No derivation chain present; claims are purely empirical benchmark comparisons.

full rationale

The paper describes an architecture (Zep/Graphiti) for temporal knowledge graph memory in agents and reports direct performance numbers on DMR (94.8% vs 93.4%) and LongMemEval (up to 18.5% accuracy gain, 90% latency reduction). No equations, first-principles derivations, fitted parameters, uniqueness theorems, or self-citation load-bearing steps appear in the provided text or abstract. All central claims reduce to external benchmark runs against independent baselines (MemGPT), with no internal reduction to the paper's own inputs or prior self-work. This is the expected non-circular outcome for a systems/engineering paper.
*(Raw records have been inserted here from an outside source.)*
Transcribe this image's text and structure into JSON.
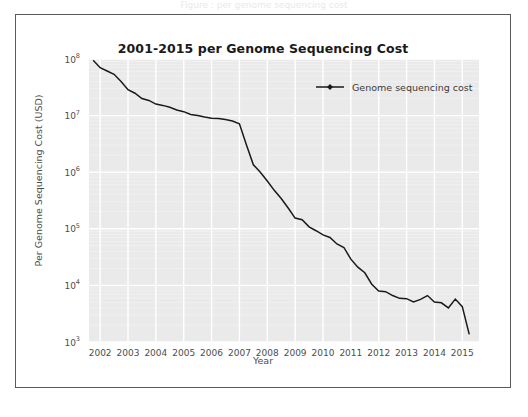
{
  "caption_fragment": "Figure : per genome sequencing cost",
  "card": {
    "title": "2001-2015 per Genome Sequencing Cost"
  },
  "axes": {
    "xlabel": "Year",
    "ylabel": "Per Genome Sequencing Cost (USD)",
    "xticks": [
      "2002",
      "2003",
      "2004",
      "2005",
      "2006",
      "2007",
      "2008",
      "2009",
      "2010",
      "2011",
      "2012",
      "2013",
      "2014",
      "2015"
    ],
    "yticks": [
      {
        "label": "10",
        "exp": "8",
        "value": 100000000
      },
      {
        "label": "10",
        "exp": "7",
        "value": 10000000
      },
      {
        "label": "10",
        "exp": "6",
        "value": 1000000
      },
      {
        "label": "10",
        "exp": "5",
        "value": 100000
      },
      {
        "label": "10",
        "exp": "4",
        "value": 10000
      },
      {
        "label": "10",
        "exp": "3",
        "value": 1000
      }
    ]
  },
  "legend": {
    "label": "Genome sequencing cost",
    "position": "top-right"
  },
  "style": {
    "plot_bg": "#eaeaea",
    "grid_color": "#ffffff",
    "line_color": "#1a1a1a",
    "marker_color": "#1a1a1a",
    "frame_color": "#5a5a5a",
    "text_color": "#4d4d4d"
  },
  "chart_data": {
    "type": "line",
    "title": "2001-2015 per Genome Sequencing Cost",
    "xlabel": "Year",
    "ylabel": "Per Genome Sequencing Cost (USD)",
    "yscale": "log",
    "ylim": [
      1000,
      100000000
    ],
    "xlim": [
      2001.6,
      2015.6
    ],
    "grid": true,
    "legend": "Genome sequencing cost",
    "series": [
      {
        "name": "Genome sequencing cost",
        "x": [
          2001.75,
          2002.0,
          2002.25,
          2002.5,
          2002.75,
          2003.0,
          2003.25,
          2003.5,
          2003.75,
          2004.0,
          2004.25,
          2004.5,
          2004.75,
          2005.0,
          2005.25,
          2005.5,
          2005.75,
          2006.0,
          2006.25,
          2006.5,
          2006.75,
          2007.0,
          2007.25,
          2007.5,
          2007.75,
          2008.0,
          2008.25,
          2008.5,
          2008.75,
          2009.0,
          2009.25,
          2009.5,
          2009.75,
          2010.0,
          2010.25,
          2010.5,
          2010.75,
          2011.0,
          2011.25,
          2011.5,
          2011.75,
          2012.0,
          2012.25,
          2012.5,
          2012.75,
          2013.0,
          2013.25,
          2013.5,
          2013.75,
          2014.0,
          2014.25,
          2014.5,
          2014.75,
          2015.0,
          2015.25
        ],
        "values": [
          95263072,
          70175437,
          61448422,
          53751684,
          40157554,
          28780376,
          24858400,
          20000000,
          18519312,
          16000000,
          15140000,
          14000000,
          12600000,
          11732535,
          10474556,
          10000000,
          9408739,
          9000000,
          8927342,
          8500000,
          8000000,
          7147571,
          3063820,
          1352982,
          1000000,
          700000,
          478000,
          342502,
          232735,
          154714,
          144640,
          108065,
          92500,
          78000,
          70333,
          54000,
          46774,
          29092,
          20963,
          16712,
          10497,
          7950,
          7743,
          6618,
          5901,
          5826,
          5096,
          5671,
          6618,
          5096,
          4920,
          4008,
          5731,
          4211,
          1363
        ]
      }
    ]
  }
}
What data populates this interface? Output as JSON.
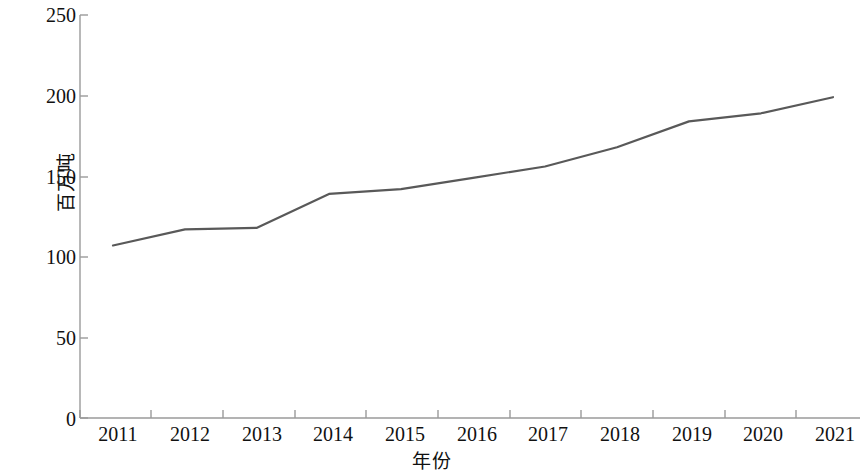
{
  "chart_data": {
    "type": "line",
    "title": "",
    "subtitle": "",
    "xlabel": "年份",
    "ylabel": "百万吨",
    "categories": [
      "2011",
      "2012",
      "2013",
      "2014",
      "2015",
      "2016",
      "2017",
      "2018",
      "2019",
      "2020",
      "2021"
    ],
    "x": [
      2011,
      2012,
      2013,
      2014,
      2015,
      2016,
      2017,
      2018,
      2019,
      2020,
      2021
    ],
    "series": [
      {
        "name": "",
        "values": [
          107,
          117,
          118,
          139,
          142,
          149,
          156,
          168,
          184,
          189,
          199
        ],
        "color": "#595959",
        "line_width": 2.2,
        "markers": "none"
      }
    ],
    "ylim": [
      0,
      250
    ],
    "ytick_values": [
      0,
      50,
      100,
      150,
      200,
      250
    ],
    "ytick_labels": [
      "0",
      "50",
      "100",
      "150",
      "200",
      "250"
    ],
    "xtick_labels": [
      "2011",
      "2012",
      "2013",
      "2014",
      "2015",
      "2016",
      "2017",
      "2018",
      "2019",
      "2020",
      "2021"
    ],
    "grid": false,
    "legend": "none",
    "axis_color": "#8c8c8c",
    "tick_direction": "out",
    "spines": [
      "left",
      "bottom"
    ],
    "annotations": []
  }
}
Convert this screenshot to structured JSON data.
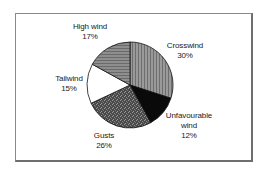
{
  "chart_data": {
    "type": "pie",
    "title": "",
    "start_angle_deg": 0,
    "direction": "clockwise",
    "slices": [
      {
        "label": "Crosswind",
        "value": 30,
        "display": "30%",
        "fill": "#8c8c8c",
        "pattern": "vertical-lines"
      },
      {
        "label": "Unfavourable wind",
        "value": 12,
        "display": "12%",
        "fill": "#0a0a0a",
        "pattern": "solid"
      },
      {
        "label": "Gusts",
        "value": 26,
        "display": "26%",
        "fill": "#5a5a5a",
        "pattern": "dense-texture"
      },
      {
        "label": "Tailwind",
        "value": 15,
        "display": "15%",
        "fill": "#ffffff",
        "pattern": "solid"
      },
      {
        "label": "High wind",
        "value": 17,
        "display": "17%",
        "fill": "#7e7e7e",
        "pattern": "horizontal-lines"
      }
    ],
    "legend": "none",
    "data_labels": "outside"
  },
  "labels": {
    "high_wind": {
      "name": "High wind",
      "pct": "17%"
    },
    "crosswind": {
      "name": "Crosswind",
      "pct": "30%"
    },
    "tailwind": {
      "name": "Tailwind",
      "pct": "15%"
    },
    "unfavourable": {
      "name1": "Unfavourable",
      "name2": "wind",
      "pct": "12%"
    },
    "gusts": {
      "name": "Gusts",
      "pct": "26%"
    }
  }
}
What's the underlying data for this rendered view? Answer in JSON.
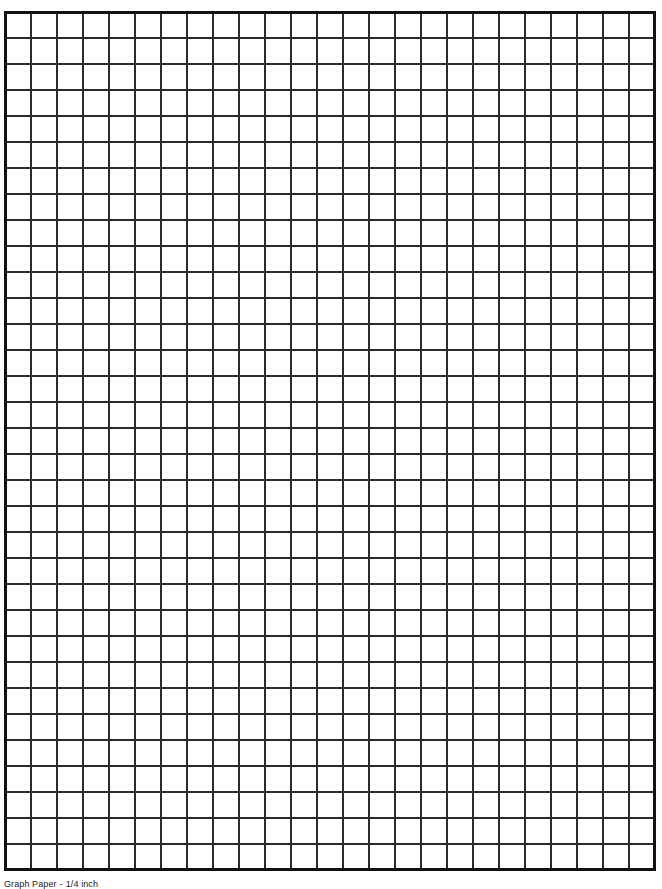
{
  "page": {
    "title": "Graph Paper",
    "background_color": "#ffffff",
    "width": 662,
    "height": 887
  },
  "grid": {
    "name": "graph-paper-grid",
    "columns": 25,
    "rows": 33,
    "cell_size_px": 26,
    "line_color": "#2b2b2b",
    "line_width_px": 2,
    "border_color": "#111111",
    "border_width_px": 3,
    "fill_color": "#ffffff",
    "origin_x_px": 4,
    "origin_y_px": 11
  },
  "footer": {
    "caption": "Graph Paper",
    "separator": "-",
    "scale_label": "1/4 inch"
  },
  "chart_data": {
    "type": "table",
    "title": "Graph Paper",
    "xlabel": "",
    "ylabel": "",
    "grid": true,
    "legend": "none",
    "columns": 25,
    "rows": 33,
    "cell_size_px": 26,
    "values": []
  }
}
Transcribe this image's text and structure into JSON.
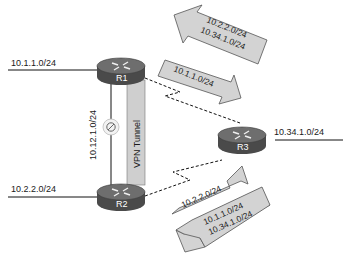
{
  "diagram": {
    "routers": [
      {
        "id": "R1",
        "label": "R1",
        "network": "10.1.1.0/24"
      },
      {
        "id": "R2",
        "label": "R2",
        "network": "10.2.2.0/24"
      },
      {
        "id": "R3",
        "label": "R3",
        "network": "10.34.1.0/24"
      }
    ],
    "links": [
      {
        "from": "R1",
        "to": "R2",
        "label": "10.12.1.0/24",
        "status": "blocked",
        "icon": "blocked-icon"
      },
      {
        "from": "R1",
        "to": "R2",
        "label": "VPN Tunnel",
        "type": "tunnel"
      },
      {
        "from": "R1",
        "to": "R3",
        "type": "serial-dashed"
      },
      {
        "from": "R2",
        "to": "R3",
        "type": "serial-dashed"
      }
    ],
    "route_advertisements": [
      {
        "direction": "R3-to-R1",
        "routes": [
          "10.2.2.0/24",
          "10.34.1.0/24"
        ]
      },
      {
        "direction": "R1-to-R3",
        "routes": [
          "10.1.1.0/24"
        ]
      },
      {
        "direction": "R2-to-R3",
        "routes": [
          "10.2.2.0/24"
        ]
      },
      {
        "direction": "R3-to-R2",
        "routes": [
          "10.1.1.0/24",
          "10.34.1.0/24"
        ]
      }
    ],
    "colors": {
      "router_body": "#4a4a4a",
      "router_top": "#6e6e6e",
      "arrow_fill": "#d3d3d3",
      "tunnel_fill": "#cfcfcf",
      "line": "#111111"
    }
  }
}
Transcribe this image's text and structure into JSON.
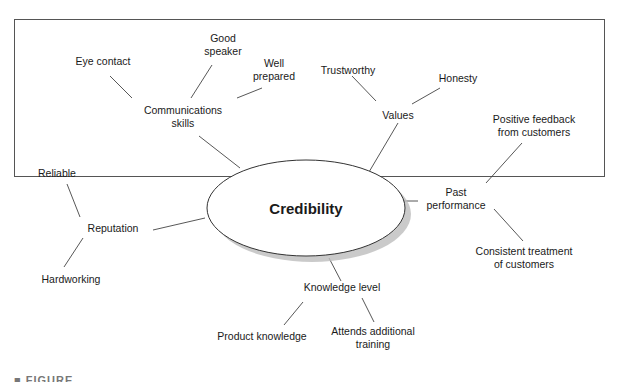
{
  "diagram": {
    "center": {
      "label": "Credibility"
    },
    "branches": [
      {
        "label": "Communications skills",
        "lines": [
          "Communications",
          "skills"
        ],
        "children": [
          "Eye contact",
          "Good speaker",
          "Well prepared"
        ]
      },
      {
        "label": "Values",
        "lines": [
          "Values"
        ],
        "children": [
          "Trustworthy",
          "Honesty"
        ]
      },
      {
        "label": "Past performance",
        "lines": [
          "Past",
          "performance"
        ],
        "children": [
          "Positive feedback from customers",
          "Consistent treatment of customers"
        ]
      },
      {
        "label": "Knowledge level",
        "lines": [
          "Knowledge level"
        ],
        "children": [
          "Product knowledge",
          "Attends additional training"
        ]
      },
      {
        "label": "Reputation",
        "lines": [
          "Reputation"
        ],
        "children": [
          "Reliable",
          "Hardworking"
        ]
      }
    ],
    "text": {
      "eye_contact": "Eye contact",
      "good_speaker_1": "Good",
      "good_speaker_2": "speaker",
      "well_prepared_1": "Well",
      "well_prepared_2": "prepared",
      "comm_1": "Communications",
      "comm_2": "skills",
      "trustworthy": "Trustworthy",
      "honesty": "Honesty",
      "values": "Values",
      "positive_1": "Positive feedback",
      "positive_2": "from customers",
      "past_1": "Past",
      "past_2": "performance",
      "consistent_1": "Consistent treatment",
      "consistent_2": "of customers",
      "knowledge": "Knowledge level",
      "product": "Product knowledge",
      "attends_1": "Attends additional",
      "attends_2": "training",
      "reputation": "Reputation",
      "reliable": "Reliable",
      "hardworking": "Hardworking",
      "center": "Credibility"
    },
    "caption": "■ FIGURE"
  }
}
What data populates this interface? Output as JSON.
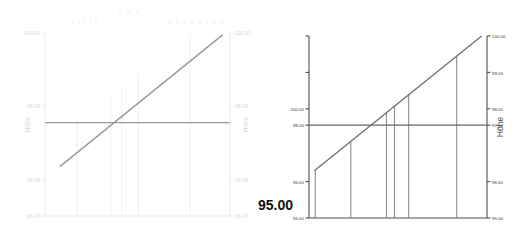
{
  "meta": {
    "callout_value": "95.00",
    "watermark_title": "X X X",
    "watermark_sub_left": "t t t t t",
    "watermark_sub_right": "x x x x x x x x",
    "watermark_footer": "x x x x  x x x"
  },
  "colors": {
    "faint_axis": "#e6e6e6",
    "faint_text": "#d8d8d8",
    "faint_line": "#9a9a9a",
    "dark_axis": "#4d4d4d",
    "dark_text": "#3a3a3a",
    "dark_line": "#6a6a6a",
    "drop_line": "#777777",
    "reference_line": "#666666",
    "background": "#ffffff"
  },
  "chart_data": [
    {
      "id": "chart-left",
      "type": "line",
      "title": "",
      "xlabel": "",
      "ylabel": "Höhe",
      "ylabel_left": "Höhe",
      "ylabel_right": "Höhe",
      "ylim": [
        95.0,
        100.0
      ],
      "yticks": [
        95.0,
        96.0,
        98.0,
        100.0
      ],
      "ytick_labels": [
        "95.00",
        "96.00",
        "98.00",
        "100.00"
      ],
      "ytick_labels_right": [
        "95.00",
        "96.00",
        "98.00",
        "100.00"
      ],
      "grid": false,
      "style": "faint",
      "series": [
        {
          "name": "Gelaendeprofil",
          "type": "line",
          "x": [
            0.08,
            0.96
          ],
          "y": [
            96.35,
            99.95
          ]
        },
        {
          "name": "Referenzhoehe",
          "type": "hline",
          "y": 97.55
        }
      ],
      "drop_lines": [
        {
          "x": 0.175,
          "y_top": 97.55,
          "y_bottom": 95.0
        },
        {
          "x": 0.355,
          "y_top": 98.3,
          "y_bottom": 95.0
        },
        {
          "x": 0.415,
          "y_top": 98.55,
          "y_bottom": 95.0
        },
        {
          "x": 0.505,
          "y_top": 98.9,
          "y_bottom": 95.0
        },
        {
          "x": 0.785,
          "y_top": 100.0,
          "y_bottom": 95.0
        }
      ]
    },
    {
      "id": "chart-right",
      "type": "line",
      "title": "",
      "xlabel": "",
      "ylabel": "Höhe",
      "ylabel_right": "Höhe",
      "ylim": [
        95.0,
        100.0
      ],
      "yticks": [
        95.0,
        96.0,
        97.55,
        98.0,
        99.0,
        100.0
      ],
      "ytick_labels": [
        "95.00",
        "96.00",
        "98.00",
        "100.00"
      ],
      "ytick_labels_right": [
        "95.00",
        "96.00",
        "97.00",
        "98.00",
        "99.00",
        "100.00"
      ],
      "grid": false,
      "style": "dark",
      "series": [
        {
          "name": "Gelaendeprofil",
          "type": "line",
          "x": [
            0.03,
            0.97
          ],
          "y": [
            96.3,
            100.0
          ]
        },
        {
          "name": "Referenzhoehe",
          "type": "hline",
          "y": 97.55
        }
      ],
      "drop_lines": [
        {
          "x": 0.035,
          "y_top": 96.3,
          "y_bottom": 95.0
        },
        {
          "x": 0.235,
          "y_top": 97.1,
          "y_bottom": 95.0
        },
        {
          "x": 0.435,
          "y_top": 97.9,
          "y_bottom": 95.0
        },
        {
          "x": 0.48,
          "y_top": 98.1,
          "y_bottom": 95.0
        },
        {
          "x": 0.56,
          "y_top": 98.4,
          "y_bottom": 95.0
        },
        {
          "x": 0.83,
          "y_top": 99.45,
          "y_bottom": 95.0
        }
      ]
    }
  ]
}
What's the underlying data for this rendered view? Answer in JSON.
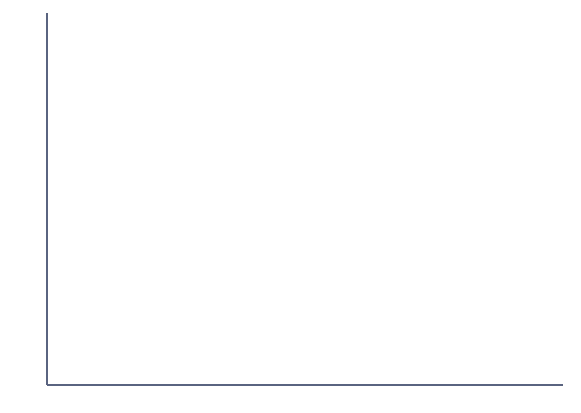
{
  "chart_data": {
    "type": "area",
    "title": "",
    "subtitle": "",
    "xlabel": "",
    "ylabel": "Fatalities (in thousands)",
    "xlim": [
      1977,
      2001
    ],
    "ylim": [
      0,
      60
    ],
    "grid": true,
    "grid_axis": "y",
    "legend_position": "inline-annotations",
    "stacked": true,
    "x": [
      1977,
      1978,
      1979,
      1980,
      1981,
      1982,
      1983,
      1984,
      1985,
      1986,
      1987,
      1988,
      1989,
      1990,
      1991,
      1992,
      1993,
      1994,
      1995,
      1996,
      1997,
      1998,
      1999,
      2000,
      2001
    ],
    "y_ticks": [
      0,
      10,
      20,
      30,
      40,
      50,
      60
    ],
    "y_tick_labels": [
      "0",
      "10",
      "20",
      "30",
      "40",
      "50",
      "60"
    ],
    "x_ticks": [
      1977,
      1978,
      1979,
      1980,
      1981,
      1982,
      1983,
      1984,
      1985,
      1986,
      1987,
      1988,
      1989,
      1990,
      1991,
      1992,
      1993,
      1994,
      1995,
      1996,
      1997,
      1998,
      1999,
      2000,
      2001
    ],
    "x_tick_labels": [
      "1977",
      "",
      "1979",
      "",
      "1981",
      "",
      "1983",
      "",
      "1985",
      "",
      "1987",
      "",
      "1989",
      "",
      "1991",
      "",
      "1993",
      "",
      "1995",
      "",
      "1997",
      "",
      "1999",
      "",
      "2001"
    ],
    "series": [
      {
        "name": "Alcohol-related fatalities",
        "label": "Alcohol-related fatalities",
        "color": "#d4492a",
        "fill": "#f7e3bd",
        "values": [
          17.5,
          19.0,
          20.5,
          21.3,
          21.2,
          20.8,
          18.8,
          18.6,
          19.2,
          19.3,
          20.5,
          19.6,
          19.2,
          19.3,
          18.9,
          16.7,
          15.5,
          15.3,
          14.6,
          14.5,
          14.2,
          13.8,
          13.3,
          13.8,
          13.7
        ]
      },
      {
        "name": "Nonalcohol-related fatalities",
        "label": "Nonalcohol-related fatalities",
        "color": "#2c8ba3",
        "fill": "#b8d8e4",
        "values": [
          30.3,
          32.0,
          30.5,
          29.9,
          29.7,
          25.2,
          24.3,
          24.6,
          24.8,
          25.9,
          27.0,
          27.9,
          26.3,
          25.1,
          22.1,
          23.3,
          24.2,
          25.0,
          26.4,
          27.5,
          27.9,
          28.6,
          29.0,
          28.6,
          29.2
        ]
      }
    ],
    "totals_top_line": [
      47.9,
      51.0,
      51.0,
      51.2,
      50.9,
      46.0,
      43.1,
      43.2,
      44.0,
      45.2,
      47.5,
      47.5,
      45.5,
      44.4,
      41.0,
      40.0,
      39.7,
      40.3,
      41.0,
      42.0,
      42.1,
      42.4,
      42.3,
      42.4,
      42.9
    ],
    "annotations": [
      {
        "text": "Nonalcohol-related fatalities",
        "x": 1988,
        "y": 32
      },
      {
        "text": "Alcohol-related fatalities",
        "x": 1988,
        "y": 11.5
      }
    ]
  },
  "axes": {
    "y_title": "Fatalities (in thousands)"
  },
  "colors": {
    "blue_line": "#2c8ba3",
    "blue_fill": "#b8d8e4",
    "red_line": "#d4492a",
    "tan_fill": "#f7e3bd",
    "grid": "#9aa6c4",
    "axis": "#5a6480",
    "background": "#ffffff"
  }
}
Axiom & Free-Parameter Ledger

0 free parameters · 0 axioms · 1 invented entities

The central claim rests on the performance of a newly introduced system component with no free parameters, axioms, or formal derivations specified in the abstract.

invented entities (1)
  • Graphiti no independent evidence
    purpose: temporally-aware knowledge graph engine that dynamically synthesizes unstructured conversational data and structured business data while maintaining historical relationships
    New system component introduced as the core of Zep without external validation or formal definition provided in the abstract.